Sources: Diverse Issues In Higher Education

Diverse: Issues In Higher Education (formerly Black Issues In Higher Education) is a useful resource for those seeking information about racial and ethnic issues in higher education. Here is part of their formal statement:

The key to the achievement of this goal is knowledge and information about higher education. And when it comes to providing the information that underpins this, Diverse: Issues in Higher Education has been at the forefront for the past twenty years. . . . . Since its founding in 1984, Black Issues In Higher Education (which is now Diverse) has been America’s premier news source for information concerning these vitally important issues. That the magazine received the 2002 Folio award as the best education publication in America only attests to how well we have carried out our mission of being the most reliable source for those who understand the importance of these issues.

In a recent article they discuss racial and ethnic research centers, including one at University of Illinois at Urbana-Champaign that grew out of an idea that I (full disclosure!) suggested to the provost there:

During this historic presidential election campaign, remarks with racial overtones have made headlines, offending some voters and garnering sympathy from others. The candidates have been required to interpret, explain, apologize for, denounce or distance themselves from these statements and those who made them. The missteps in the discussions about race at the highest levels of leadership in this country show the enormity and the complexity of the task faced by the University of Illinois at Urbana-Champaign’s Center on Democracy in a Multiracial Society. As a component of UIUC’s diversity initiative, the university established the center five years ago with the mission of producing “vigorous scholarly and public debate on the multiple racial contexts of democracy” and analysis of the “national dynamics of racial divisions and of democratic possibilities.”

They add that this increase in racial and ethnic studies centers is not limited to Illinois:

Brought forth by other universities and researchers along the same lines, race and democracy research centers have been established at other universities, including Stanford University, Texas A&M University and the University of California, Santa Barbara. “Part of the job of these centers is to begin telling the truth about American history and our racial and ethnic history,” [Joe] Feagin says. “As a country, we have not faced our history.”

Comments

  1. Jessie

    So true that we have ‘not faced our history.’ Indeed, in a truly puzzling turn to me, the K-12 curriculum “Facing History, Facing Ourselves,” that is supposed to teach racial/ethnic tolerance to grade school aged children, centers on the Nazi German holocaust rather than American racism. This, even though the creators of this curriculum are U.S.-based educators addressing an almost excluvisely U.S.-based audience of schoolchildren. The idea, of course, is that children are supposed to “make the connection” between the Nazis and white racism in the U.S., but there’s no evidence that this connection actually happens.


Requirement
Every line of the material is to be quoted verbatim, minus the pictures.

Extracted data
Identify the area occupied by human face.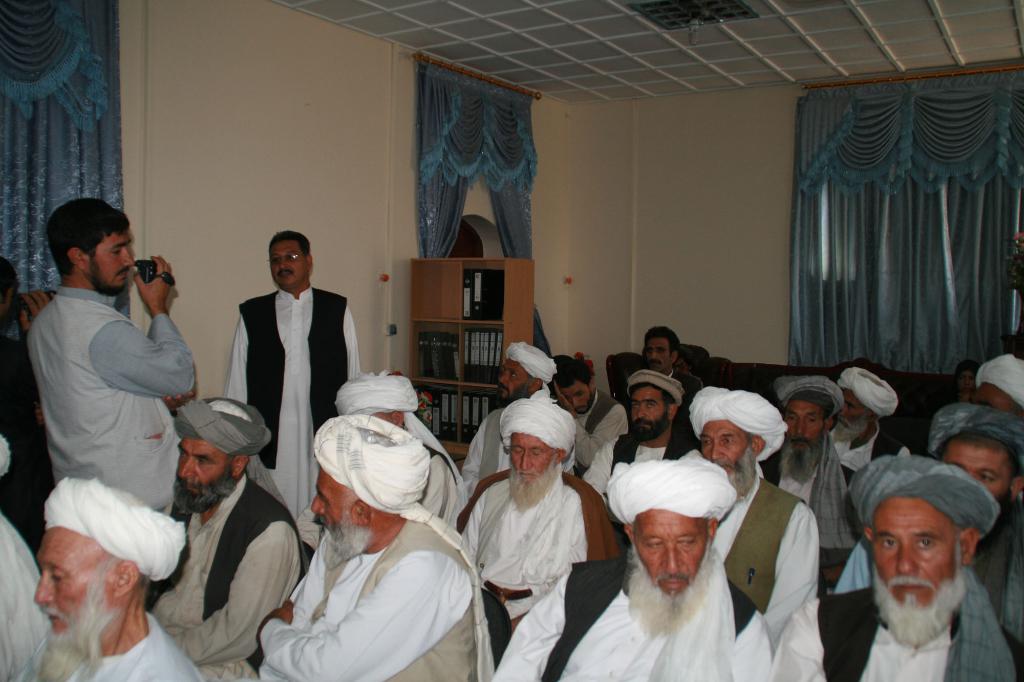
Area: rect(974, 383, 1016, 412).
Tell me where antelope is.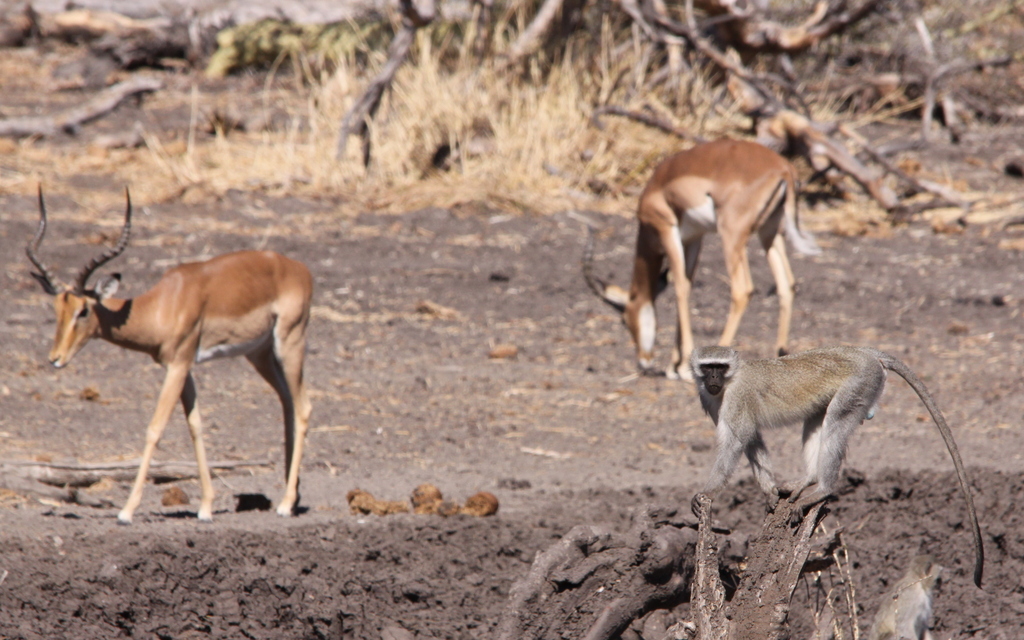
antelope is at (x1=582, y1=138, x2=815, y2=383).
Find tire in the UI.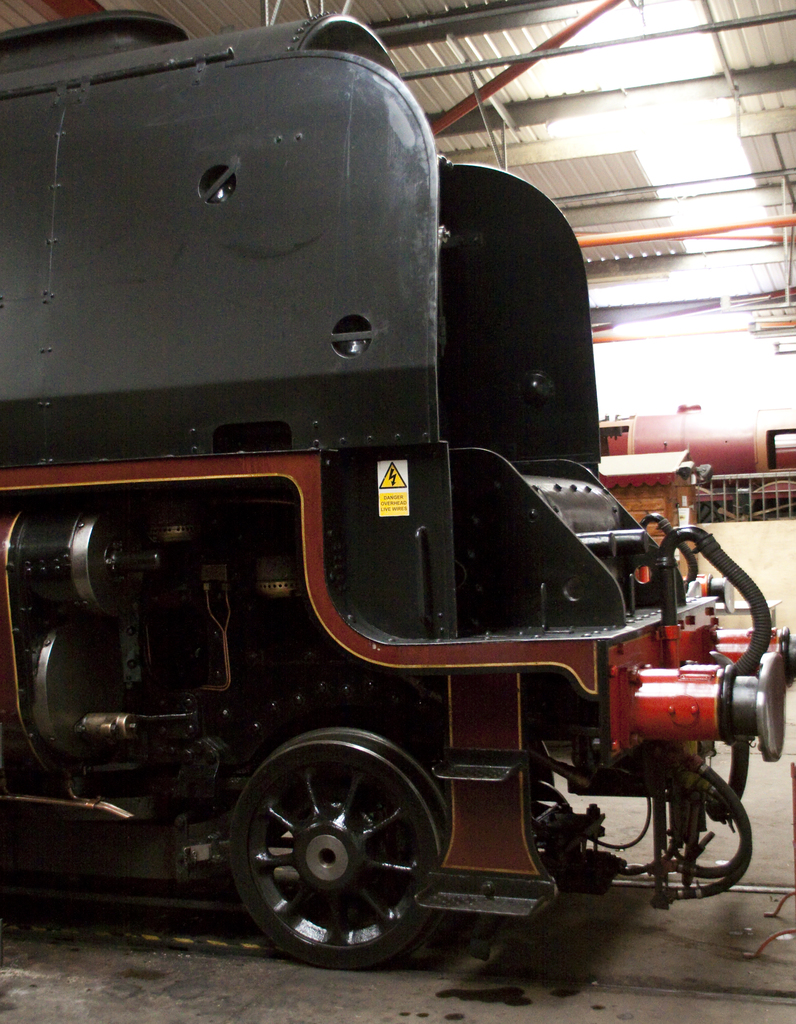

Answer space
Identify the area occupied by human face.
Area: rect(974, 383, 1016, 412).
Tell me where antelope is.
antelope is at (x1=582, y1=138, x2=815, y2=383).
Find tire in the UI.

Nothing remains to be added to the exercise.